First look at this example:

private async Task DoOperation(string s)

{

            Debug.WriteLine("{0}3", s);

            await Task.Delay(1);

            Debug.WriteLine("{0}4", s);

}

private async void Button_Click_1(object sender, RoutedEventArgs e)

{

Debug.WriteLine("A1");

      await ThreadPool.RunAsync((operation) => { DoOperation("A").Wait(); }, WorkItemPriority.Normal);

      Debug.WriteLine("A9");

}

The result will be A1, A3, A4, A9. This will be most people are expecting. But in this case we locking the thread that is doing a delay of 1 millisecond. We can write it more efficient by not using Wait() method but awaiting it like this:

private async void Button_Click_2(object sender, RoutedEventArgs e)

{

     Debug.WriteLine("B1");

     await ThreadPool.RunAsync(async (operation) => await DoOperation("B"), WorkItemPriority.Normal);

     Debug.WriteLine("B9");

}

Expecting the same result? No! it will return B1, B3, B9, B4. The thread will finish as soon the Task.Delay is called because the callback that an await is causing, and this is where tasks are getting really powerful, because when rewriting this code to use tasks like this

private async void Button_Click_3(object sender, RoutedEventArgs e)

{

   Debug.WriteLine("T1");

   await Task.Run(async () => await DoOperation("T"));

   Debug.WriteLine("T9");

}

The result here will be: T1, T3, T4, T9. The Task that is created by the Task.Run in this method will wait with finishing till the Task that is returned by DoOperation is done. With threads you have to manage this yourself.
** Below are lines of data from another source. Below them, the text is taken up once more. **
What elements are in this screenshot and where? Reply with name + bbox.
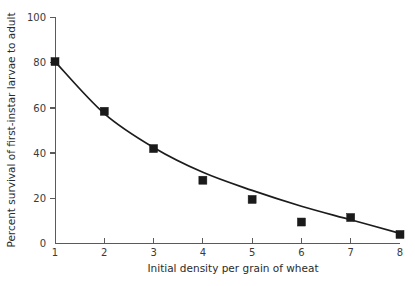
data-point-marker <box>248 195 256 203</box>
y-tick-label-20: 20 <box>33 193 46 204</box>
x-tick-label-1: 1 <box>52 247 58 258</box>
x-tick-label-8: 8 <box>397 247 403 258</box>
y-tick-label-100: 100 <box>27 12 46 23</box>
y-tick-label-60: 60 <box>33 103 46 114</box>
survival-vs-density-chart: 100 80 60 40 20 0 1 2 3 4 5 6 7 8 Initia… <box>0 0 415 286</box>
x-axis-title: Initial density per grain of wheat <box>147 262 318 274</box>
y-tick-label-0: 0 <box>40 238 46 249</box>
data-point-marker <box>396 230 404 238</box>
y-tick-label-40: 40 <box>33 148 46 159</box>
y-axis-title: Percent survival of first-instar larvae … <box>5 12 17 247</box>
data-point-marker <box>51 58 59 66</box>
x-tick-label-2: 2 <box>101 247 107 258</box>
x-tick-label-3: 3 <box>150 247 156 258</box>
data-point-marker <box>100 107 108 115</box>
chart-container: 100 80 60 40 20 0 1 2 3 4 5 6 7 8 Initia… <box>0 0 415 286</box>
data-point-marker <box>297 218 305 226</box>
y-tick-label-80: 80 <box>33 57 46 68</box>
x-tick-label-6: 6 <box>298 247 304 258</box>
data-point-marker <box>199 176 207 184</box>
data-point-marker <box>347 214 355 222</box>
x-tick-label-4: 4 <box>200 247 206 258</box>
x-tick-label-5: 5 <box>249 247 255 258</box>
x-tick-label-7: 7 <box>348 247 354 258</box>
data-point-marker <box>150 145 158 153</box>
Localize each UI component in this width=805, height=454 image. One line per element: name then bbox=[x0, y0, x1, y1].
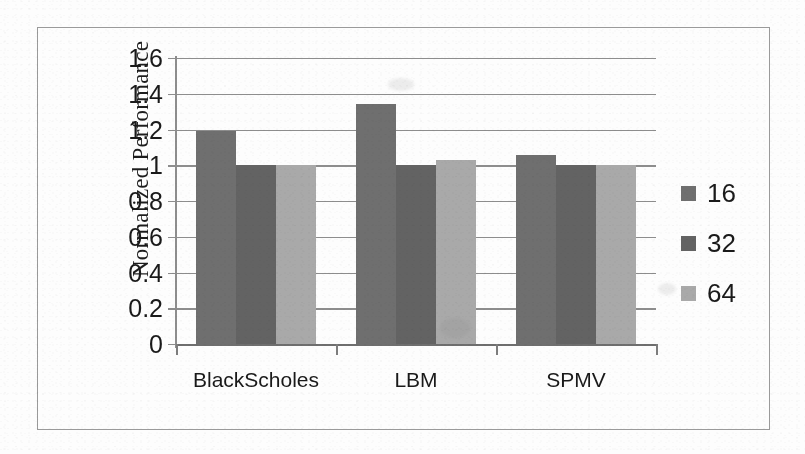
bar-spmv-64 bbox=[596, 165, 636, 344]
category-tick bbox=[176, 344, 178, 355]
scanned-page: Normalized Performance 00.20.40.60.811.2… bbox=[0, 0, 805, 454]
scan-smudge bbox=[658, 283, 676, 295]
bar-blackscholes-16 bbox=[196, 131, 236, 344]
y-axis-tick-label: 1.4 bbox=[128, 79, 163, 108]
bar-spmv-32 bbox=[556, 165, 596, 344]
legend-swatch-icon-16 bbox=[681, 186, 696, 201]
y-axis-tick-label: 1.2 bbox=[128, 115, 163, 144]
y-axis-tick-label: 0.2 bbox=[128, 294, 163, 323]
y-axis-tick-label: 0 bbox=[149, 330, 163, 359]
legend-swatch-icon-64 bbox=[681, 286, 696, 301]
y-axis-tick-label: 0.6 bbox=[128, 222, 163, 251]
category-tick bbox=[496, 344, 498, 355]
category-tick bbox=[336, 344, 338, 355]
plot-area: 00.20.40.60.811.21.41.6 BlackScholesLBMS… bbox=[176, 58, 656, 344]
category-label-lbm: LBM bbox=[394, 368, 437, 392]
y-axis-tick-label: 1.6 bbox=[128, 44, 163, 73]
y-axis-tick-label: 0.8 bbox=[128, 187, 163, 216]
x-axis-baseline bbox=[176, 344, 656, 346]
bar-lbm-32 bbox=[396, 165, 436, 344]
bar-lbm-16 bbox=[356, 104, 396, 344]
bar-blackscholes-32 bbox=[236, 165, 276, 344]
bar-spmv-16 bbox=[516, 155, 556, 344]
legend-label-64: 64 bbox=[707, 280, 736, 306]
legend-label-16: 16 bbox=[707, 180, 736, 206]
legend-item-64[interactable]: 64 bbox=[681, 268, 765, 318]
category-tick bbox=[656, 344, 658, 355]
category-label-spmv: SPMV bbox=[546, 368, 606, 392]
bar-lbm-64 bbox=[436, 160, 476, 344]
y-axis-tick-label: 1 bbox=[149, 151, 163, 180]
bar-series-group bbox=[176, 58, 656, 344]
bar-blackscholes-64 bbox=[276, 165, 316, 344]
legend-label-32: 32 bbox=[707, 230, 736, 256]
category-label-blackscholes: BlackScholes bbox=[193, 368, 319, 392]
chart-frame: Normalized Performance 00.20.40.60.811.2… bbox=[37, 27, 770, 430]
legend: 163264 bbox=[681, 168, 765, 318]
legend-item-16[interactable]: 16 bbox=[681, 168, 765, 218]
y-axis-tick-label: 0.4 bbox=[128, 258, 163, 287]
legend-swatch-icon-32 bbox=[681, 236, 696, 251]
legend-item-32[interactable]: 32 bbox=[681, 218, 765, 268]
Now often the Dispatcher is used to invoke code from a non-ui thread to the UI and if using async code in that dispatcher you get the same behavior as we saw with the second example.
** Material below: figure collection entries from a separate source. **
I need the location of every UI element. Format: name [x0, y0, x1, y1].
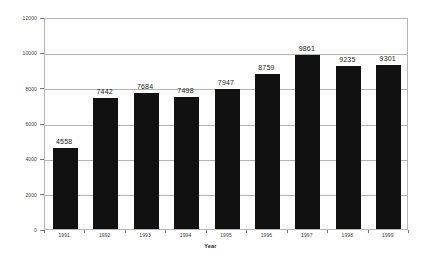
- x-tick-mark: [368, 230, 369, 233]
- x-tick-label: 1994: [180, 232, 192, 238]
- plot-area: [44, 18, 408, 230]
- x-tick-mark: [44, 230, 45, 233]
- bar-value-label: 8759: [258, 64, 274, 72]
- bar: [336, 66, 361, 229]
- bar: [93, 98, 118, 229]
- x-axis-title: Year: [0, 243, 421, 249]
- x-tick-label: 1997: [301, 232, 313, 238]
- bar-value-label: 9301: [380, 55, 396, 63]
- x-tick-mark: [327, 230, 328, 233]
- y-tick-label: 2000: [25, 192, 37, 198]
- bar-value-label: 9235: [339, 56, 355, 64]
- y-tick-label: 10000: [23, 50, 37, 56]
- x-tick-label: 1999: [382, 232, 394, 238]
- bar: [295, 55, 320, 229]
- x-tick-label: 1998: [342, 232, 354, 238]
- x-tick-mark: [84, 230, 85, 233]
- y-axis: 020004000600080001000012000: [0, 0, 44, 261]
- x-tick-mark: [408, 230, 409, 233]
- y-tick-label: 8000: [25, 86, 37, 92]
- y-tick-label: 12000: [23, 15, 37, 21]
- y-tick-label: 6000: [25, 121, 37, 127]
- x-tick-mark: [246, 230, 247, 233]
- bar-value-label: 7684: [137, 83, 153, 91]
- x-tick-label: 1996: [261, 232, 273, 238]
- y-tick-label: 4000: [25, 156, 37, 162]
- x-tick-mark: [125, 230, 126, 233]
- x-tick-label: 1992: [99, 232, 111, 238]
- bar: [255, 74, 280, 229]
- bar-value-label: 7947: [218, 79, 234, 87]
- x-tick-mark: [165, 230, 166, 233]
- x-tick-label: 1995: [220, 232, 232, 238]
- bar: [174, 97, 199, 229]
- bar: [376, 65, 401, 229]
- x-tick-label: 1993: [139, 232, 151, 238]
- bar-value-label: 9861: [299, 45, 315, 53]
- bar-value-label: 7442: [96, 88, 112, 96]
- x-tick-label: 1991: [58, 232, 70, 238]
- bar-value-label: 7498: [177, 87, 193, 95]
- x-tick-mark: [287, 230, 288, 233]
- bar-value-label: 4558: [56, 138, 72, 146]
- bar: [53, 148, 78, 229]
- x-tick-mark: [206, 230, 207, 233]
- bar: [134, 93, 159, 229]
- bar: [215, 89, 240, 229]
- bar-chart: 020004000600080001000012000 199119921993…: [0, 0, 421, 261]
- gridline: [45, 54, 407, 55]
Debug.WriteLine("step 1");

await Dispatcher.RunAsync(CoreDispatcherPriority.Normal, async () =>

{

                Debug.WriteLine("step 2");

                await Task.Delay(1000);

                Debug.WriteLine("step 3");

});

Debug.WriteLine("step 4");

The result will be 1,2 4, 3 and in most cases you want to have 1,2,3,4.

When using this little extension method you can fix that behavior

public static class DispatcherExtensions

{

        public static Task RunTaskAsync(this CoreDispatcher dispather, Windows.UI.Core.CoreDispatcherPriority priority, Func<Task> task)

        {

            TaskCompletionSource<object> tsc = new TaskCompletionSource<object>();

            var t = dispather.RunAsync(priority, async () =>

            {

                try

                {

                    await task();

                    tsc.SetResult(null);

                }

                catch (Exception e)

                {

                    tsc.SetException(e);

                }

            });

            return tsc.Task;

        }

 }

The usage is the same as RunIdle

Debug.WriteLine("step 1");

await Dispatcher.RunTaskAsync(CoreDispatcherPriority.Normal, async () =>

{

                Debug.WriteLine("step 2");

                await Task.Delay(1000);

 

                Debug.WriteLine("step 3");

});

Debug.WriteLine("step 4");

Only now it will give the result as wanted!